Читаем Shantaram полностью

He was right about the price of the room, of course. We could’ve saved a dollar or two per day. And haggling is the economical thing to do. Most of the time, it’s the shrewd and amiable way to conduct your business in India.

But he was wrong, too. The manager, Anand, and I became good friends, in the years that followed. The fact that I trusted him on sight and didn’t haggle, on that first day, that I didn’t try to make a buck out of him, that I worked on an instinct that respected him and was prepared to like him, endeared me to him. He told me so, more than once. He knew, as we did, that six of our dollars wasn’t an extravagant price for three foreign men to pay. The owners of the hotel received four dollars per day per room. That was their base line. The dollar or two above that minimum was all Anand and his staff of three room boys shared as their daily wage. The little victories haggled from him by foreign tourists cost Anand his daily bread, and cost them the chance to know him as a friend.

The simple and astonishing truth about India and Indian people is that when you go there, and deal with them, your heart always guides you more wisely than your head. There’s nowhere else in the world where that’s quite so true.

I didn’t know that then, as I closed my eyes in the dark and breathing silence on that first night in Bombay. I was running on instinct, and pushing my luck. I didn’t know that I’d already given my heart to the woman, and the city. And knowing none of it, I fell, before the smile faded from my lips, into a dreamless, gentle sleep.

CHAPTER TWO

SHE WALKED INTO LEOPOLD’S at the usual time, and when she stopped at a table near me to talk with friends, I tried once more to find the words for the foliant blaze of her green eyes. I thought of leaves and opals and the warm shallows of island seas. But the living emerald in Karla’s eyes, made luminous by the sunflowers of gold light that surrounded the pupils, was softer, far softer. I did eventually find that colour, the green in nature that was a perfect match for the green in her lovely eyes, but it wasn’t until long months after that night in Leopold’s. And strangely, inexplicably, I didn’t tell her about it. I wish now with all my heart that I did. The past reflects eternally between two mirrors-the bright mirror of words and deeds, and the dark one, full of things we didn’t do or say. I wish now that from the beginning, even then in the first weeks that I knew her, even on that night, the words had come to tell her… to tell her that I liked her.

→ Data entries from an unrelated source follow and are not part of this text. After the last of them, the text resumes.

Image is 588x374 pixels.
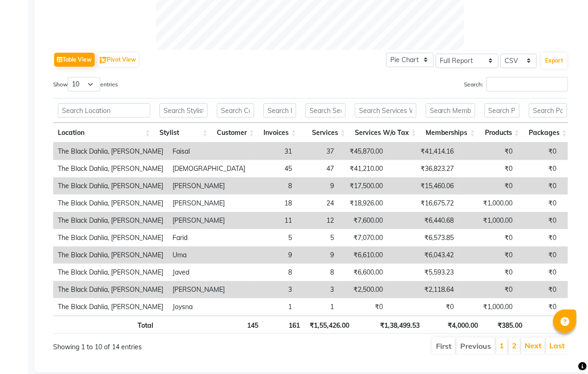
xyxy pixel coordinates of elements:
td: ₹0 [338,298,388,316]
a: Last [549,341,564,350]
td: [DEMOGRAPHIC_DATA] [168,160,250,177]
td: ₹16,675.72 [388,195,458,212]
td: Uma [168,246,250,264]
td: ₹15,460.06 [388,177,458,195]
td: ₹5,593.23 [388,264,458,281]
td: ₹45,870.00 [338,143,388,160]
td: 5 [250,229,297,246]
td: The Black Dahlia, [PERSON_NAME] [53,160,168,177]
td: ₹0 [388,298,458,316]
td: ₹2,500.00 [338,281,388,298]
td: [PERSON_NAME] [168,212,250,229]
a: 2 [512,341,517,350]
td: 5 [297,229,338,246]
input: Search Packages [529,103,567,117]
td: 9 [297,246,338,264]
td: ₹0 [458,264,517,281]
td: ₹0 [517,177,561,195]
td: ₹0 [458,177,517,195]
td: ₹1,000.00 [458,212,517,229]
td: 11 [250,212,297,229]
td: 8 [297,264,338,281]
label: Show entries [53,77,118,92]
label: Search: [464,77,568,92]
td: ₹6,043.42 [388,246,458,264]
td: 3 [250,281,297,298]
input: Search: [486,77,568,92]
input: Search Services [306,103,345,117]
td: ₹7,070.00 [338,229,388,246]
td: 45 [250,160,297,177]
td: 8 [250,177,297,195]
input: Search Invoices [263,103,296,117]
td: ₹0 [458,143,517,160]
td: ₹0 [517,298,561,316]
td: ₹36,823.27 [388,160,458,177]
td: ₹0 [517,229,561,246]
td: 47 [297,160,338,177]
td: 9 [297,177,338,195]
th: ₹4,000.00 [424,316,482,334]
td: ₹0 [458,281,517,298]
th: Packages: activate to sort column ascending [524,123,571,143]
a: Next [525,341,541,350]
th: Customer: activate to sort column ascending [212,123,259,143]
th: Products: activate to sort column ascending [480,123,524,143]
td: The Black Dahlia, [PERSON_NAME] [53,229,168,246]
td: 1 [250,298,297,316]
input: Search Location [58,103,150,117]
td: The Black Dahlia, [PERSON_NAME] [53,212,168,229]
td: 8 [250,264,297,281]
th: ₹1,55,426.00 [305,316,354,334]
button: Table View [54,53,95,67]
input: Search Products [484,103,520,117]
td: [PERSON_NAME] [168,281,250,298]
td: ₹6,600.00 [338,264,388,281]
td: ₹41,210.00 [338,160,388,177]
th: ₹1,38,499.53 [354,316,424,334]
td: The Black Dahlia, [PERSON_NAME] [53,177,168,195]
td: [PERSON_NAME] [168,177,250,195]
th: Total [53,316,158,334]
td: ₹7,600.00 [338,212,388,229]
td: ₹2,118.64 [388,281,458,298]
td: The Black Dahlia, [PERSON_NAME] [53,143,168,160]
td: ₹0 [517,143,561,160]
img: pivot.png [100,57,107,64]
td: ₹0 [517,195,561,212]
td: The Black Dahlia, [PERSON_NAME] [53,264,168,281]
td: Farid [168,229,250,246]
td: ₹6,440.68 [388,212,458,229]
td: 1 [297,298,338,316]
input: Search Memberships [425,103,475,117]
td: ₹0 [458,246,517,264]
th: Location: activate to sort column ascending [53,123,155,143]
td: 12 [297,212,338,229]
td: Javed [168,264,250,281]
a: 1 [499,341,504,350]
th: ₹0 [527,316,573,334]
td: 37 [297,143,338,160]
td: 24 [297,195,338,212]
td: [PERSON_NAME] [168,195,250,212]
td: Joysna [168,298,250,316]
td: 3 [297,281,338,298]
input: Search Stylist [160,103,207,117]
td: The Black Dahlia, [PERSON_NAME] [53,281,168,298]
td: ₹0 [458,229,517,246]
td: ₹0 [517,212,561,229]
td: ₹41,414.16 [388,143,458,160]
td: ₹1,000.00 [458,298,517,316]
td: ₹0 [517,246,561,264]
th: Services: activate to sort column ascending [301,123,350,143]
th: Invoices: activate to sort column ascending [259,123,301,143]
td: ₹0 [517,264,561,281]
div: Showing 1 to 10 of 14 entries [53,337,260,352]
td: ₹0 [458,160,517,177]
select: Showentries [67,77,100,92]
th: Services W/o Tax: activate to sort column ascending [350,123,421,143]
th: 161 [263,316,305,334]
td: ₹0 [517,160,561,177]
button: Export [541,53,567,69]
td: The Black Dahlia, [PERSON_NAME] [53,298,168,316]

And I did-I liked everything about her. I liked the Helvetian music of her Swiss-American English, and the way she pushed her hair back slowly with a thumb and forefinger when she was irritated by something. I liked the hard-edged cleverness of her conversation, and the easy, gentle way she touched the people she liked when she walked past them or sat beside them. I liked the way she held my eyes until the precise moment when it stopped being comfortable, and then smiled, softening the assail, but never looked away.

She looked the world in the eye and stared it down, and I liked that about her because I didn’t love the world then. The world wanted to kill me or catch me. The world wanted to put me back in the same cage I’d escaped from, where the good guys, the guys in prison-guard uniforms who got paid to do the right thing, had chained me to a wall and kicked me until they broke my bones. And maybe the world was right to want that. Maybe it was no worse than I deserved. But repression, they say, breeds resistance in some men, and I was resisting the world with every minute of my life.

The world and I are not on speaking terms, Karla said to me once in those early months. The world keeps trying to win me back, she said, but it doesn’t work. I guess I’m just not the forgiving type. And I saw that in her, too, right from the start. I knew from the first minute how much like me she was. I knew the determination in her that was almost brutal, and the courage that was almost cruel, and the lonely, angry longing to be loved. I knew all that, but I didn’t say a word. I didn’t tell her how much I liked her. I was numb, in those first years after the escape: shell-shocked by the disasters that warred in my life. My heart moved through deep and silent water. No-one, and nothing, could really hurt me. No-one, and nothing, could make me very happy. I was tough, which is probably the saddest thing you can say about a man.

‘You’re becoming a regular here,’ she teased, ruffling my hair with one hand as she sat down at my table.

I loved it when she did that: it meant that she’d read me accurately, that she was sure I wouldn’t take offence. I was thirty then-ugly, taller than average, with wide shoulders, a deep chest, and thick arms. People didn’t often ruffle my hair.